▶ DATA
____________________

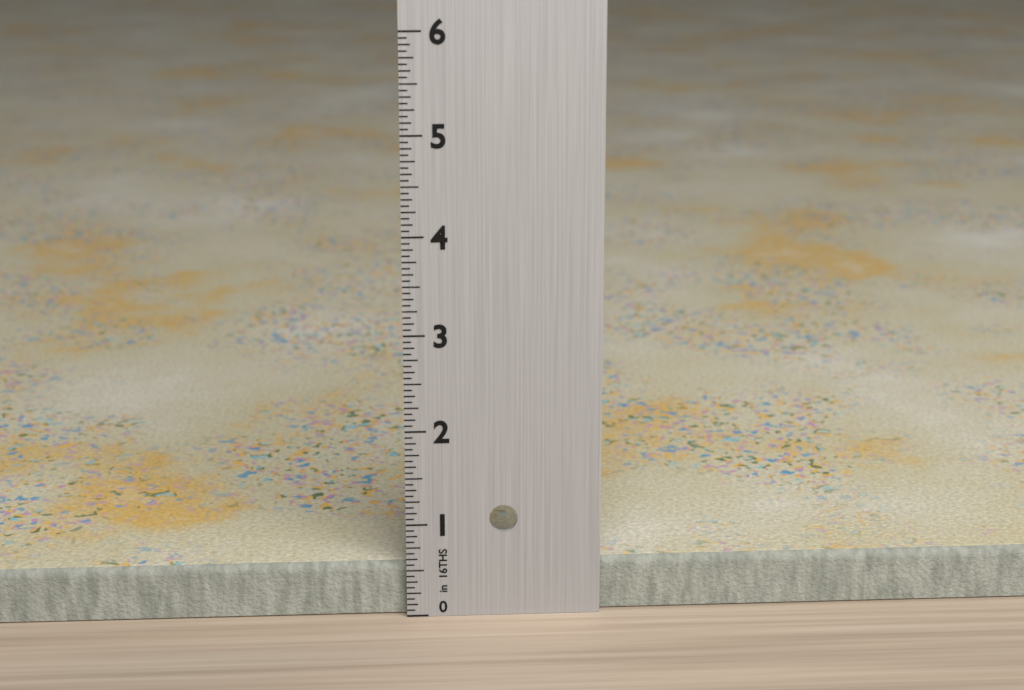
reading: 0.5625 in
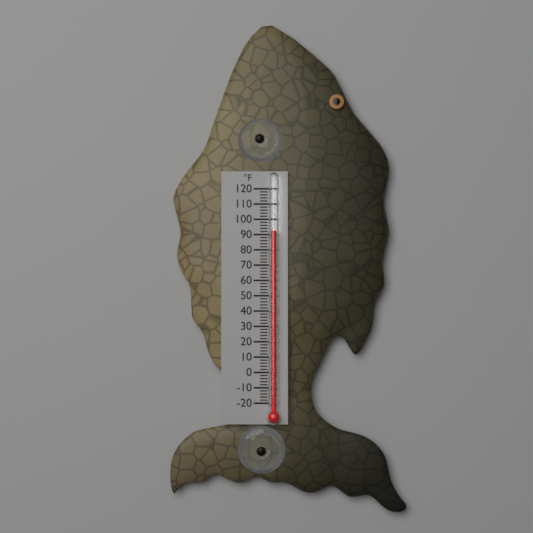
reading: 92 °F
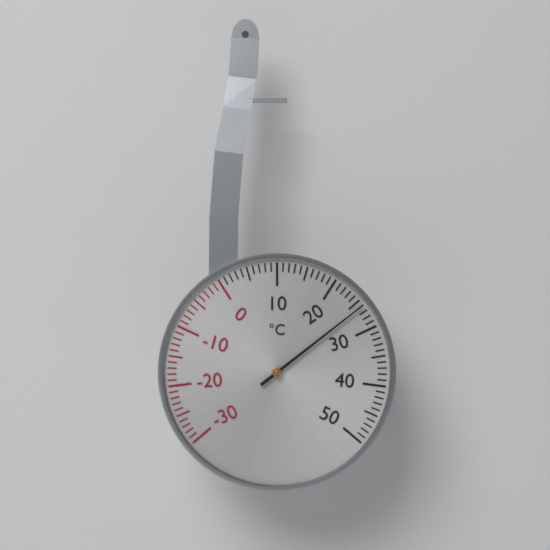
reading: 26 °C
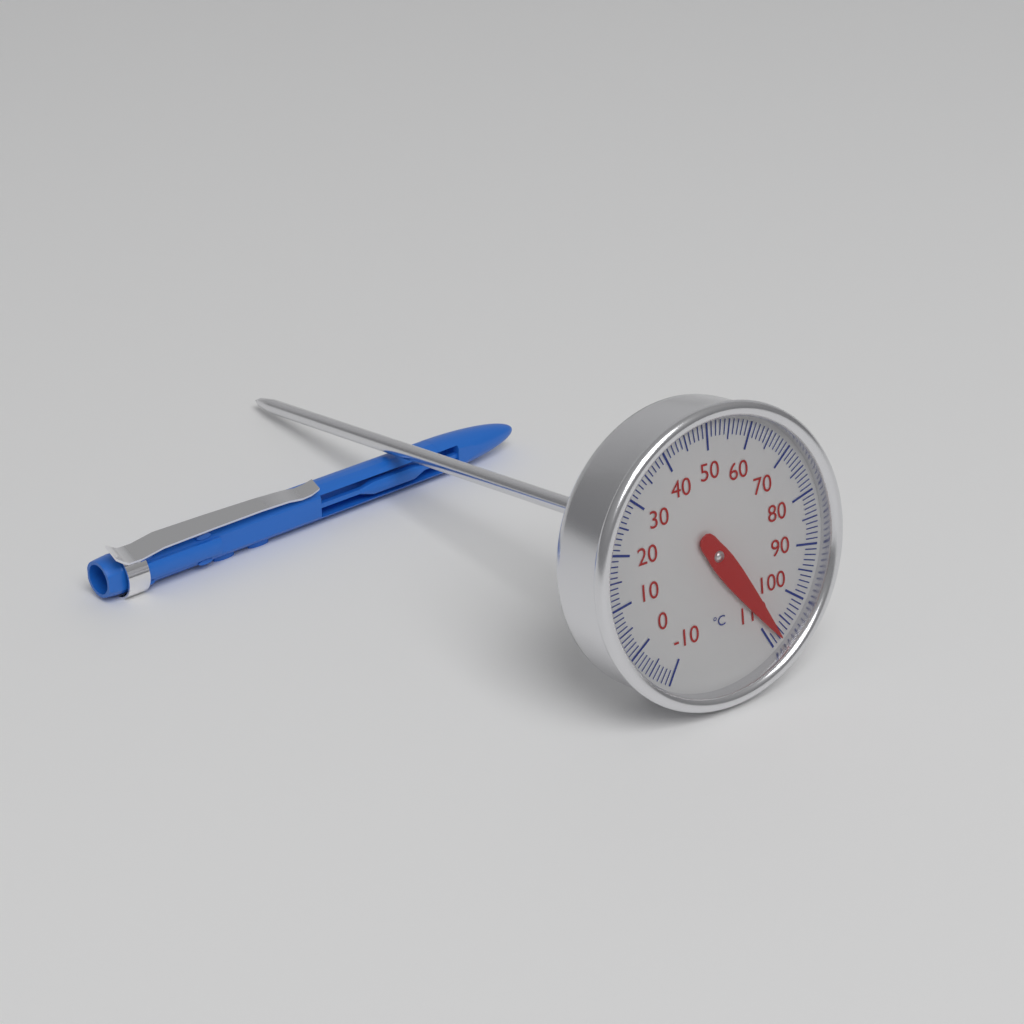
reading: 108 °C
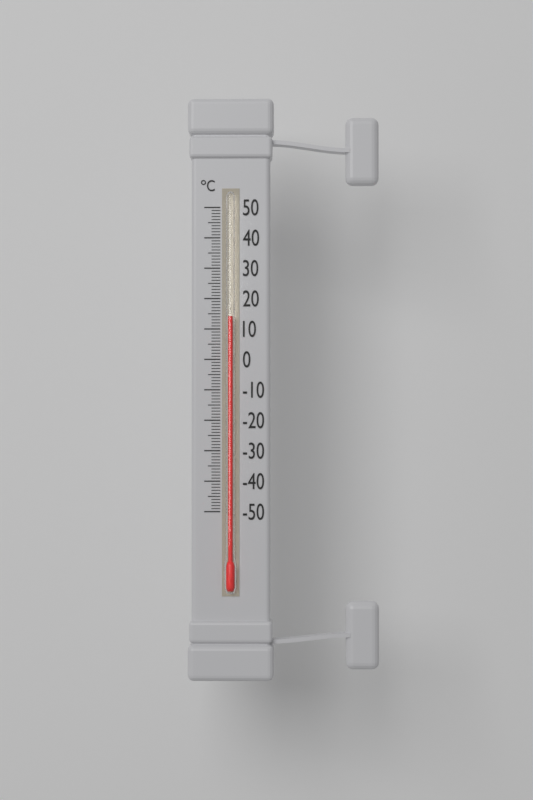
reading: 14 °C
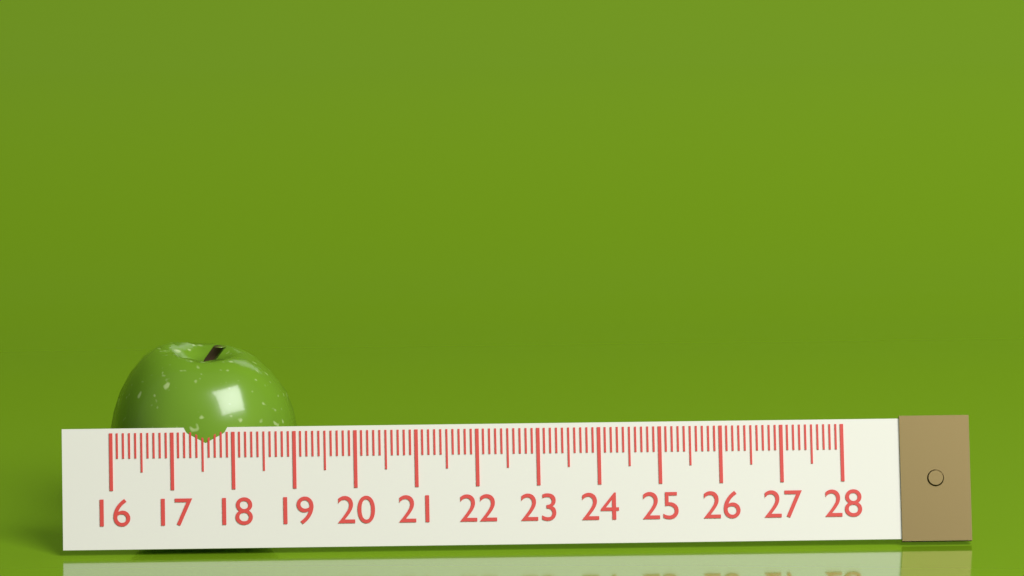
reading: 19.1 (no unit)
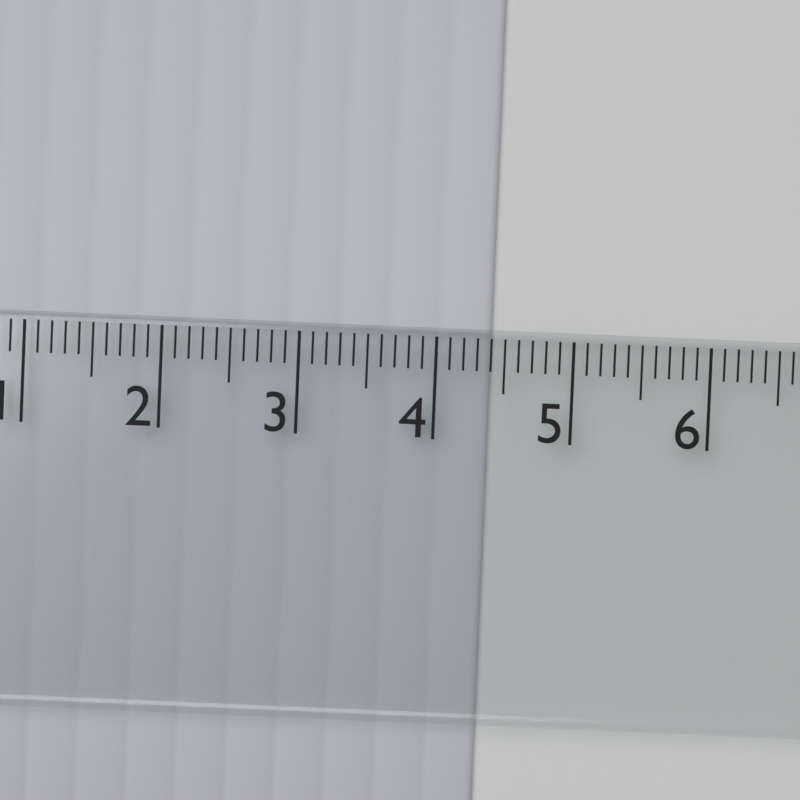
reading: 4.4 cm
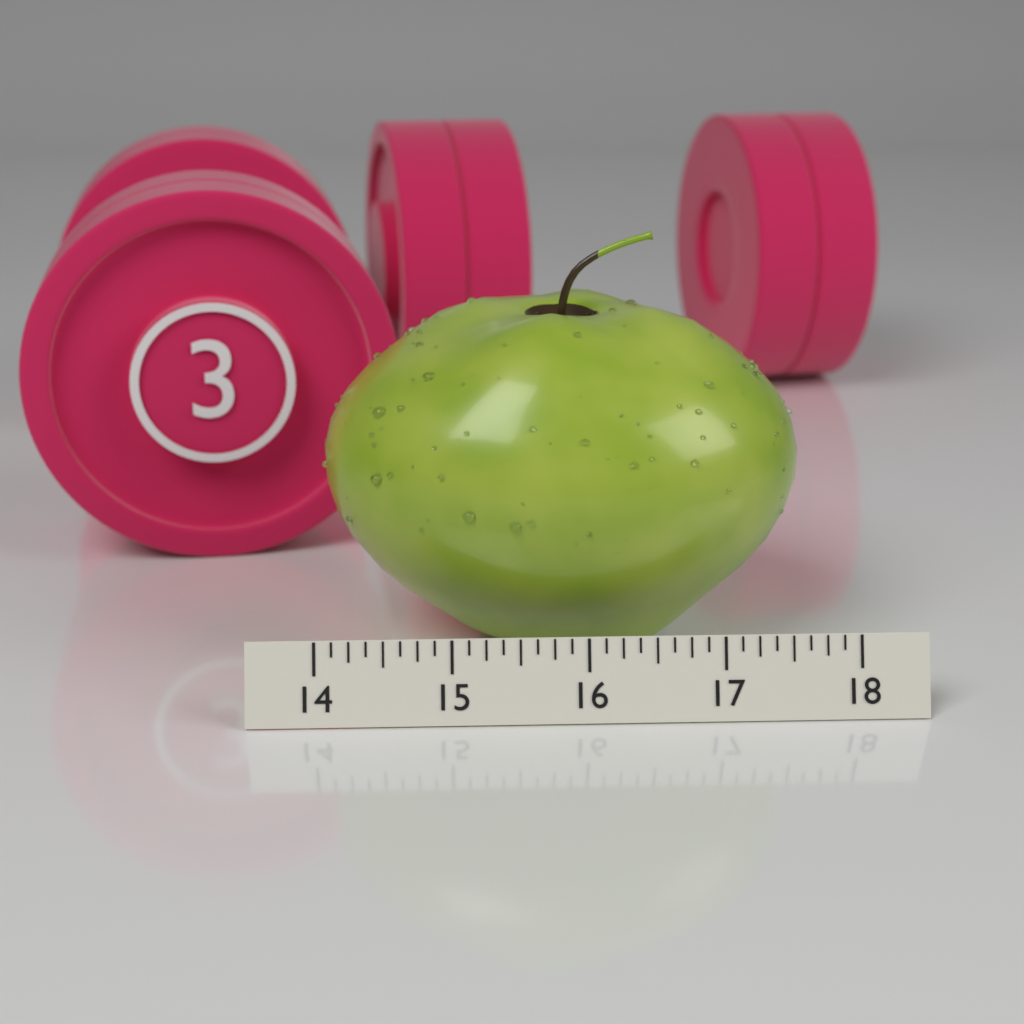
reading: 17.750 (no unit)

____________________

▶ ACTION ITEM
Leave out the pictures, then return every line of the data exactly.

▶ EXERCISE RESULT
reading: 0.5625 in
reading: 92 °F
reading: 26 °C
reading: 108 °C
reading: 14 °C
reading: 19.1 (no unit)
reading: 4.4 cm
reading: 17.750 (no unit)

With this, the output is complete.